Years later I did some tile work on an outdoor walkway and I used a diamond blade for this work. With the water trickle the dust was also a non-issue.

When using water make sure you are protected with a GFI and maybe stand on a rubber mat.

With your pavers I'd score them on the perimeter as deeply as you can manage; a diamond blade is cheap now and cuts very quickly. Use water trickle as I did. Then hit the paver with a big mallet. A wedge and sledge hammer may also do the trick.

PS.: I still have that saw and use it for work as described which now is becoming less and less.:-)).

Wolfgang

Reply to
wolfgang

I've cut some other things with a masonry saw blade (abrasive) in a circular saw. You make a number of shallow cuts, maybe .050" deep each pass, keeping the saw moving so the heat doesn't build up in one spot. When the groove is deep enough, it should split along the line. You really don't need diamond.

Jon

Reply to
Jon Elson

BINGO! Works GREAT!

Reply to
Buerste

"wolfgang" wrote

Anyway, the dust was unbelievable and I tried to run a small trickle of water from the garden hose along the proposed cut. I had nothing to lose here as the saw was free and also grounded by the ground wire and a GFI.

This worked really well and the abrasive blade also appeared to last longer. Dust became non-existent.

Granite installers use a m77 skil worm saw, or similar, and one guy holds the water bottle, like a ketchup squeeze bottle and dribbles the water on there when they do sink cut outs. Works pretty good.

Steve

visit my blog at

formatting link

Reply to
Steve B

Yeah, think like a rock.

Doing pools sometimes was easier to just score a line by hand up to

14" across and hit it against something or the right place or with a hammer, than moving a wet saw through a war zone.
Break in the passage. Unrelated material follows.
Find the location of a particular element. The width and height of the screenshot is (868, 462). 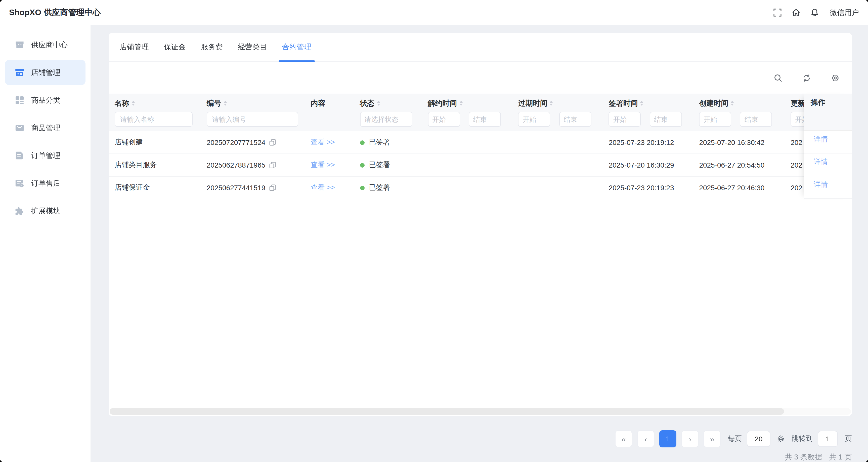

sidebar-item-label: 扩展模块 is located at coordinates (46, 211).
That's funny, I had forgotten how bad my work access was. It was SO bad at times where I would pass up the job till someone would get it together. Think like 5' wide access and 50' long with a 2' trench right where you need to walk and move a ton of material through. Then, the backyard !

.25" score? About the depth of one breath for all the way around.

SW

Reply to
Sunworshipper

PolyTech Forum website is not affiliated with any of the manufacturers or service providers discussed here. All logos and trade names are the property of their respective owners.